June 16, 2026
Energy

AI Power Hunger Sparks Push for Energy Efficiency


The surge of AI and the data center boom have started to pose challenges to the global energy system amid soaring power demand, spiking energy bills, and a higher environmental footprint.

As much as AI is changing the world and the economy, it could also offer assistance to one of the energy sector’s most pressing needs in times of rising demand, uncertainty in fossil fuel supply, and inflationary and supply-chain pressures in the renewables industry—energy efficiency.

AI could be the tool to help unlock additional energy gains and accelerate progress in efficiency, which has been slow in recent years. The advance of AI itself could be a leap toward energy efficiency, as data center developers will have to offset the negative image of drawing power and water resources from communities.

With increasingly stronger NIMBY movements to oppose data center locations in rural America and rising energy bills, AI could partly redeem itself by becoming the key enabler of massive progress in energy efficiency.

AI-Assisted Energy Efficiency

“We could be at a moment where we could step up efficiency progress, particularly in industry, unlocked by AI,” Brian Motherway, head of energy efficiency at the International Energy Agency (IEA), told the Financial Times.

At the end of last year, Motherway said that “slow efficiency progress is a wasted opportunity” as the world remains off track for the goal of doubling efficiency improvements to 4% per year by 2030.

Per the latest data from the IEA, rather than increasing towards the 4% goal, global efficiency progress has slowed in recent years. The average annual improvement since 2019 has been only 1.3%, well below the 2% starting point for the doubling goal.
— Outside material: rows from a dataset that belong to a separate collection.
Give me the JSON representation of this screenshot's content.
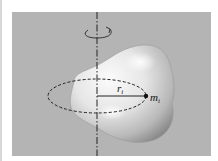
{
  "diagram": {
    "labels": {
      "radius": "r",
      "radius_sub": "i",
      "mass": "m",
      "mass_sub": "i"
    },
    "elements": {
      "axis": "rotation-axis (dash-dot vertical line)",
      "rotation_arrow": "curved arrow indicating rotation",
      "body": "irregular 3D rigid body",
      "orbit": "dashed circular path of mass element",
      "radius_line": "line from axis to mass element",
      "mass_point": "mass element dot"
    },
    "colors": {
      "background": "#ffffff",
      "panel": "#b4b4b4",
      "body_light": "#f4f4f4",
      "body_dark": "#8a8a8a",
      "lines": "#222222"
    }
  }
}
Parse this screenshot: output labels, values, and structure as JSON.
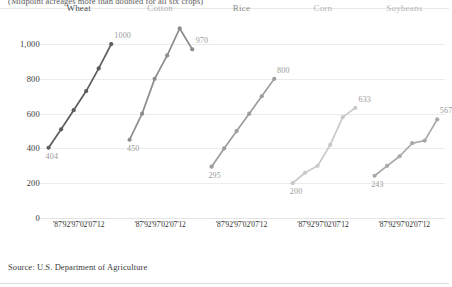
{
  "kicker": "(Midpoint acreages more than doubled for all six crops)",
  "source": "Source: U.S. Department of Agriculture",
  "axis": {
    "yticks": [
      "0",
      "200",
      "400",
      "600",
      "800",
      "1,000"
    ],
    "ytick_values": [
      0,
      200,
      400,
      600,
      800,
      1000
    ],
    "xticks": [
      "'87",
      "'92",
      "'97",
      "'02",
      "'07",
      "'12"
    ],
    "ylim": [
      0,
      1150
    ]
  },
  "colors": {
    "wheat": "#5c5c5c",
    "cotton": "#8d8d8d",
    "rice": "#9d9d9d",
    "corn": "#c9c9c9",
    "soybeans": "#a8a8a8",
    "grid": "#ececec",
    "label": "#9a9a9a",
    "background": "#ffffff"
  },
  "chart_data": {
    "type": "line",
    "title": "(Midpoint acreages more than doubled for all six crops)",
    "xlabel": "",
    "ylabel": "",
    "ylim": [
      0,
      1150
    ],
    "grid": true,
    "legend": "none",
    "layout": "small-multiples",
    "x": [
      1987,
      1992,
      1997,
      2002,
      2007,
      2012
    ],
    "tick_labels": [
      "'87",
      "'92",
      "'97",
      "'02",
      "'07",
      "'12"
    ],
    "series": [
      {
        "name": "Wheat",
        "color": "#5c5c5c",
        "values": [
          404,
          510,
          620,
          730,
          860,
          1000
        ],
        "start_label": "404",
        "end_label": "1000"
      },
      {
        "name": "Cotton",
        "color": "#8d8d8d",
        "values": [
          450,
          600,
          800,
          935,
          1090,
          970
        ],
        "start_label": "450",
        "end_label": "970"
      },
      {
        "name": "Rice",
        "color": "#9d9d9d",
        "values": [
          295,
          400,
          500,
          600,
          700,
          800
        ],
        "start_label": "295",
        "end_label": "800"
      },
      {
        "name": "Corn",
        "color": "#c9c9c9",
        "values": [
          200,
          260,
          300,
          420,
          580,
          633
        ],
        "start_label": "200",
        "end_label": "633"
      },
      {
        "name": "Soybeans",
        "color": "#a8a8a8",
        "values": [
          243,
          300,
          355,
          430,
          445,
          567
        ],
        "start_label": "243",
        "end_label": "567"
      }
    ]
  }
}
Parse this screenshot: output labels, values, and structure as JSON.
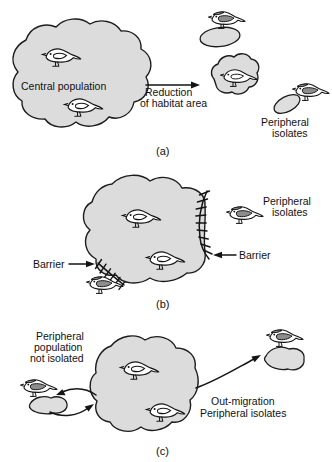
{
  "figure": {
    "title_cut_off": "",
    "panels": [
      {
        "id": "a",
        "caption": "(a)",
        "labels": {
          "central_population": "Central population",
          "process_line1": "Reduction",
          "process_line2": "of habitat area",
          "peripheral_line1": "Peripheral",
          "peripheral_line2": "isolates"
        },
        "bird_count_inside": 2,
        "bird_count_outside": 2,
        "isolate_count": 2
      },
      {
        "id": "b",
        "caption": "(b)",
        "labels": {
          "peripheral_line1": "Peripheral",
          "peripheral_line2": "isolates",
          "barrier_left": "Barrier",
          "barrier_right": "Barrier"
        },
        "bird_count_inside": 2,
        "bird_count_outside": 2,
        "barrier_count": 2
      },
      {
        "id": "c",
        "caption": "(c)",
        "labels": {
          "left_line1": "Peripheral",
          "left_line2": "population",
          "left_line3": "not isolated",
          "right_line1": "Out-migration",
          "right_line2": "Peripheral isolates"
        },
        "bird_count_inside": 2,
        "bird_count_outside": 2,
        "isolate_count": 2
      }
    ]
  },
  "colors": {
    "blob_fill": "#dcdcdc",
    "isolate_fill": "#dedede",
    "outline": "#1c1c1c",
    "bird_wing_shaded": "#8d8d8d",
    "background": "#ffffff",
    "text": "#111111"
  }
}
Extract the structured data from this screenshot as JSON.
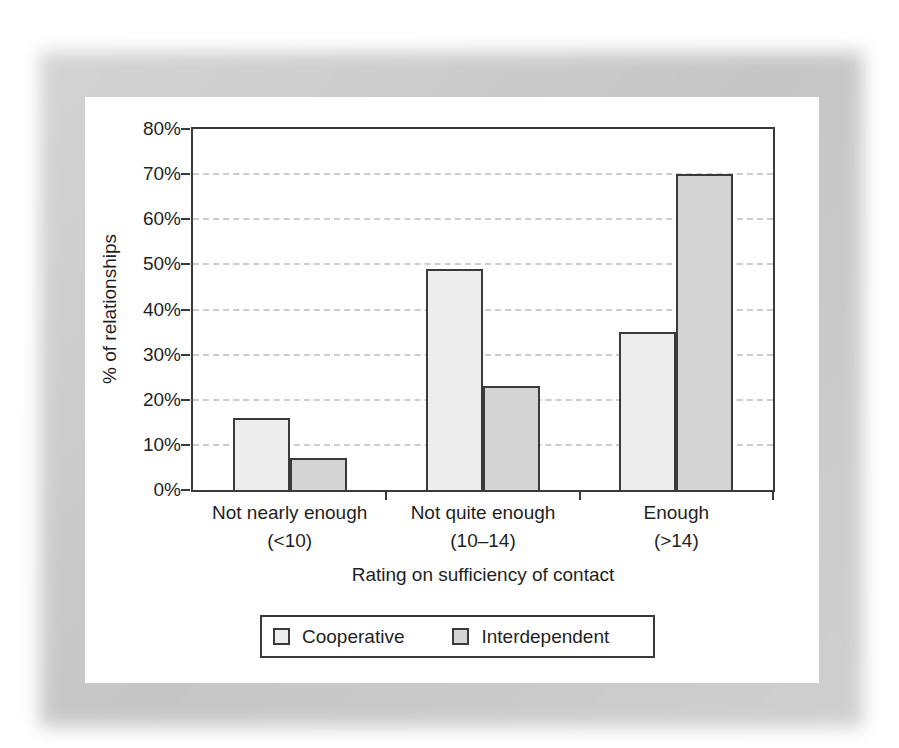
{
  "figure": {
    "background": "#ffffff",
    "frame_color": "#c9c9c9",
    "panel_color": "#ffffff",
    "axis_color": "#3a3a3a",
    "gridline_color": "#cccccc",
    "text_color": "#1f1f1f"
  },
  "chart_data": {
    "type": "bar",
    "title": "",
    "xlabel": "Rating on sufficiency of contact",
    "ylabel": "% of relationships",
    "ylim": [
      0,
      80
    ],
    "y_ticks": [
      "0%",
      "10%",
      "20%",
      "30%",
      "40%",
      "50%",
      "60%",
      "70%",
      "80%"
    ],
    "grid": "horizontal-dashed",
    "legend_position": "bottom",
    "categories": [
      {
        "label": "Not nearly enough",
        "range": "(<10)"
      },
      {
        "label": "Not quite enough",
        "range": "(10–14)"
      },
      {
        "label": "Enough",
        "range": "(>14)"
      }
    ],
    "series": [
      {
        "name": "Cooperative",
        "color": "#ededed",
        "values": [
          16,
          49,
          35
        ]
      },
      {
        "name": "Interdependent",
        "color": "#d4d4d4",
        "values": [
          7,
          23,
          70
        ]
      }
    ]
  }
}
Related: U.S. EV Adoption Slows While Global Demand Accelerates

In some regions, accelerating electricity demand growth has led to an overall increase in less efficient power generation, while increased access to air conditioners has pushed up cooling-related electricity demand, not necessarily with the most efficient air conditioners, Motherway argued.

In addition, policies have lagged progress in technology, “leaving significant savings on the table,” the official said.

While improved energy efficiency remains one of the fastest and most cost-effective ways to strengthen energy security, lower costs, and reduce emissions, it hasn’t lived up to expectations or to the IEA’s goals.

No one questions AI’s capabilities to be much more efficient than humans in recognizing where the wasted energy is, especially in industrial applications.

For example, renewable energy companies that have invested in AI and digital twin solutions could see huge benefits in their efficient operations, a 2025 study published in Energy Reports showed. The use of digital twin technology in renewable energy systems, combined with AI, boosts predictive maintenance efficiency. This reduces unplanned downtime by 35%, raises energy production by 8.5%, and reduces energy costs by 26.2%, according to the study by researchers at French and Moroccan universities.

Still, challenges to making AI mainstream in energy production, distribution, and transmission remain, “including high implementation costs, cybersecurity risks, and the complexity of integration,” the scientists noted.

To have AI-enabled efficiency gains, companies would need to invest in upgrades of equipment that would be expensive and often tailor-made, according to analysts.

“Companies need to go factory by factory investing in bits of kit that are often bespoke,” Sam Kimmins, director of energy at the non-profit Climate Group, told FT.

Efficiencies Cannot Offset AI Power Demand Surge

If AI could help accelerate efficiency gains, it could partly compensate for the surge in global power demand. Last year, electricity demand from data centers rose by 17%, and that of AI-focused data centers jumped even faster, soaring by 50%, the IEA said in a report in April. These surges in AI-driven power demand vastly outpaced the 3% growth in global electricity demand.

With the exponential surge in power demand, the AI value chain has seen a scramble for electricity, grid connections, manufacturing capacity, chips, and capital, the agency notes.

AI is not only sucking up energy, but it also uses water and other natural resources, including land.

The United Nations University Institute for Water, Environment and Health (UNU-INWEH) warned in a report earlier this month that by 2030, AI’s water use will match the needs of 1.3 billion people.

The AI data centers are also projected to consume 945 terawatt-hours of electricity globally by the end of the decade. This would nearly triple the combined annual electricity use of Pakistan, Bangladesh, and Nigeria—countries collectively home to more than 650 million people, the UN scientists say.

“This report is not a case against artificial intelligence, a technological transformation that is improving the lives of billions of people around the world,” said Professor Kaveh Madani, Director of UNU-INWEH, who led the investigation team.

“We have a narrow window to ensure that the backbone of the technological revolution of our era develops within planetary limits, and that the communities who provide the critical minerals for advancing AI and the ones that host its infrastructure and e-waste are also among those who benefit from it.”